Overcoming The Language Barrier

 
Overcoming The Language Barrier

My decision to teach French happened by accident really. I had a call from a friend who had artisans on site and both sides were having trouble understanding what was required. I was happy to help but after I’d gone I was flattered to find the builder thought I was French. When my friend understood this, he said ‘Why don’t you teach it? It would really help me and I can think of several other people who would really value it too’.
The problem was they had been having French lessons from a French ex-teacher who insisted that the best way to proper French was via translations of excerpts from French literature. All very well-meaning but not much use when you wanted to make yourself understood in the chemists. So that’s how it started. And I now have classes for both beginners and more advanced pupils. Mostly English but also some Dutch.

In fact it is amazing just how different written French is from spoken French. Much more so than English. There’s even an entire verb tense in written French, common enough to be found in newspapers, that is never used in conversation. In fact if you want to improve your conversational French by reading you’re probably better off reading those BD, bandes dessinées or comic strip books so beloved of the French because the speech bubbles really do represent spoken French in a way that books and newspapers don’t.

Unfortunately our textbooks are not always all that reliable either. There are still some that will tell you the French for a bicycle is une bicyclette whereas that word ceded its place to un vélo quite a long time ago. Similarly we were often taught that the usual way to ask questions is to change the statement Vous avez the other way round to Avez-vous? In fact the most common way of asking a question in French is by raising the voice at the end of a statement. Vous avez du pain? Have you got any bread? Which, when you think about it, is much easier!

One of the things we try to cover in our lessons are the traps that lie in wait for us as our confidence improves and we feel able to express ourselves more freely. Like the student who explained to the woman at the supermarket check-out that her husband had (temporarily) disappeared; Mon mari a disparu she confidently asserted, without realising that the most common meaning of disparaître in this context is as a euphemism for ‘dying.’ When we hear on the news that quelqu’un a disparu it means they’ve died! The hôtesse de caisse in the supermarket was initially quite upset until she realised the disappearance was only temporary!

We try to have as much fun as we can while we work as it makes learning more enjoyable and often easier. Sometimes it can have interesting ramifications. I remember a few months back explaining how useful the word coup was, and just how many colloquial expressions use it. I even mentioned you could talk about un coup de rouge meaning a ‘shot’ of red (wine). Flushed with this knowledge a couple of my lady students thought they’d try it out in the local café much to the merriment of the waiter. What I’d omitted to tell them was that that particular expression wasn’t very ladylike! More the sort of thing you’d expect Jean Reno to say while he was propping up the bar! But we had a good laugh about it the following week.

Grammar is an essential part of learning a language as an adult because without it you don’t have the building blocks to say what you want to say. Sometimes French grammar can seem almost perversely complex compared with the relative simplicity of I run, you run, he runs, we run, you run, they run. But before we get too smug about the fact that in English we don’t have to worry too much about this or about masculine and feminine, think what it must be like to try to explain to the French what to come by, to come over, to come up with, come-uppance, bit of a come-down, come round to thinking and the rest means, once they’ve grasped the meaning of the verb to come!

Anyway if you live in or near the southern Lot and would like to discuss your French learning needs do give me a call. And the first assessment lesson is free.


● What to produce:
Go through the records and copy each line where the string "school" occurs.

Data entries for graphics:
■ ■ ■ ■ ■
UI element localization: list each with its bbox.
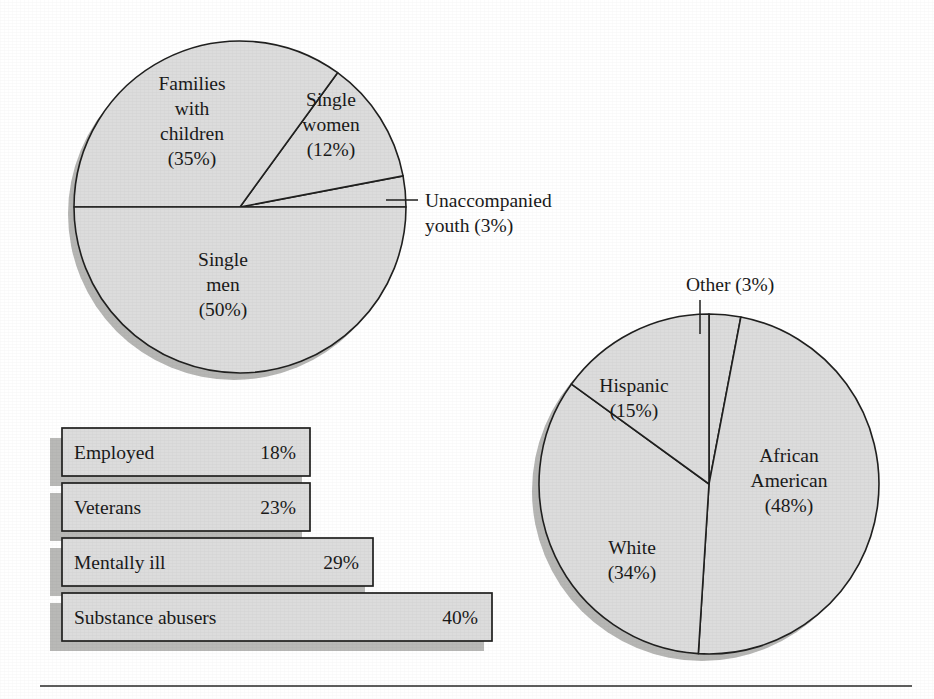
label-line: women: [302, 114, 360, 135]
label-line: Single: [306, 89, 356, 110]
pie-callout-label: Unaccompaniedyouth (3%): [425, 190, 552, 237]
bar-value-label: 40%: [442, 607, 478, 628]
label-line: with: [175, 98, 210, 119]
household-composition-pie: Unaccompaniedyouth (3%)Singlewomen(12%)F…: [68, 41, 552, 380]
pie-slice[interactable]: [74, 207, 406, 373]
bar-category-label: Employed: [74, 442, 154, 463]
label-line: (50%): [199, 299, 248, 321]
label-line: youth (3%): [425, 215, 513, 237]
bar-value-label: 23%: [260, 497, 296, 518]
pie-slices-left: [74, 41, 406, 373]
label-line: (15%): [610, 400, 659, 422]
pie-callout-label: Other (3%): [686, 274, 774, 296]
pie-slices-right: [539, 314, 879, 654]
label-line: African: [759, 445, 819, 466]
figure-canvas: Unaccompaniedyouth (3%)Singlewomen(12%)F…: [0, 0, 934, 699]
label-line: men: [206, 274, 240, 295]
race-ethnicity-pie: Other (3%)AfricanAmerican(48%)White(34%)…: [532, 274, 879, 661]
bar-category-label: Veterans: [74, 497, 141, 518]
bar-category-label: Mentally ill: [74, 552, 166, 573]
figure-root: Unaccompaniedyouth (3%)Singlewomen(12%)F…: [0, 0, 934, 699]
label-line: (12%): [307, 139, 356, 161]
bar-value-label: 29%: [323, 552, 359, 573]
label-line: American: [751, 470, 828, 491]
bar-value-label: 18%: [260, 442, 296, 463]
label-line: Families: [158, 73, 225, 94]
label-line: (34%): [608, 562, 657, 584]
label-line: Single: [198, 249, 248, 270]
label-line: Other (3%): [686, 274, 774, 296]
label-line: (35%): [168, 148, 217, 170]
label-line: Hispanic: [599, 375, 669, 396]
bar-category-label: Substance abusers: [74, 607, 216, 628]
label-line: children: [160, 123, 224, 144]
label-line: (48%): [765, 495, 814, 517]
pie-slice-label: Singlewomen(12%): [302, 89, 360, 161]
label-line: White: [608, 537, 656, 558]
label-line: Unaccompanied: [425, 190, 552, 211]
characteristics-bar-chart: Employed18%Veterans23%Mentally ill29%Sub…: [50, 428, 492, 651]
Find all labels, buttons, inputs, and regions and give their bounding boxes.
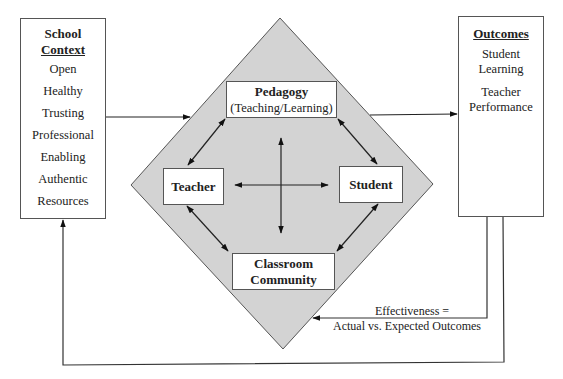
school-context-box: School Context Open Healthy Trusting Pro… xyxy=(20,18,106,219)
context-item-open: Open xyxy=(21,58,105,80)
outcomes-box: Outcomes Student Learning Teacher Perfor… xyxy=(458,16,544,217)
classroom-line2: Community xyxy=(250,272,316,288)
effectiveness-label: Effectiveness = Actual vs. Expected Outc… xyxy=(322,304,492,334)
outcome-student-line2: Learning xyxy=(459,62,543,77)
teacher-box: Teacher xyxy=(163,168,224,205)
context-item-professional: Professional xyxy=(21,124,105,146)
student-title: Student xyxy=(349,177,392,193)
outcome-student-learning: Student Learning xyxy=(459,47,543,77)
arrow-pedagogy-to-outcomes xyxy=(370,114,457,115)
school-context-title-line2: Context xyxy=(21,42,105,58)
pedagogy-title: Pedagogy xyxy=(255,84,308,100)
context-item-authentic: Authentic xyxy=(21,168,105,190)
pedagogy-box: Pedagogy (Teaching/Learning) xyxy=(226,81,337,118)
outcome-student-line1: Student xyxy=(459,47,543,62)
student-box: Student xyxy=(339,166,403,203)
context-item-enabling: Enabling xyxy=(21,146,105,168)
pedagogy-subtitle: (Teaching/Learning) xyxy=(230,100,333,116)
outcomes-title: Outcomes xyxy=(459,26,543,42)
teacher-title: Teacher xyxy=(171,179,215,195)
school-context-title-line1: School xyxy=(21,26,105,42)
effectiveness-line2: Actual vs. Expected Outcomes xyxy=(322,319,492,334)
outcome-teacher-line2: Performance xyxy=(459,100,543,115)
context-item-trusting: Trusting xyxy=(21,102,105,124)
context-item-healthy: Healthy xyxy=(21,80,105,102)
effectiveness-line1: Effectiveness = xyxy=(322,304,492,319)
outcome-teacher-line1: Teacher xyxy=(459,85,543,100)
context-item-resources: Resources xyxy=(21,190,105,212)
classroom-community-box: Classroom Community xyxy=(232,253,335,290)
outcome-teacher-performance: Teacher Performance xyxy=(459,85,543,115)
classroom-line1: Classroom xyxy=(254,256,313,272)
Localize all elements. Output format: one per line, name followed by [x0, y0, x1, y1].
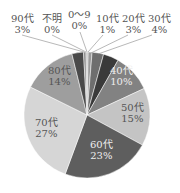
■ ■ ■ ■ ■
● Exercise output:
school-context-box: School Context Open Healthy Trusting Pro… xyxy=(20,18,106,219)
school-context-title-line2: Context xyxy=(21,42,105,58)
school-context-title-line1: School xyxy=(21,26,105,42)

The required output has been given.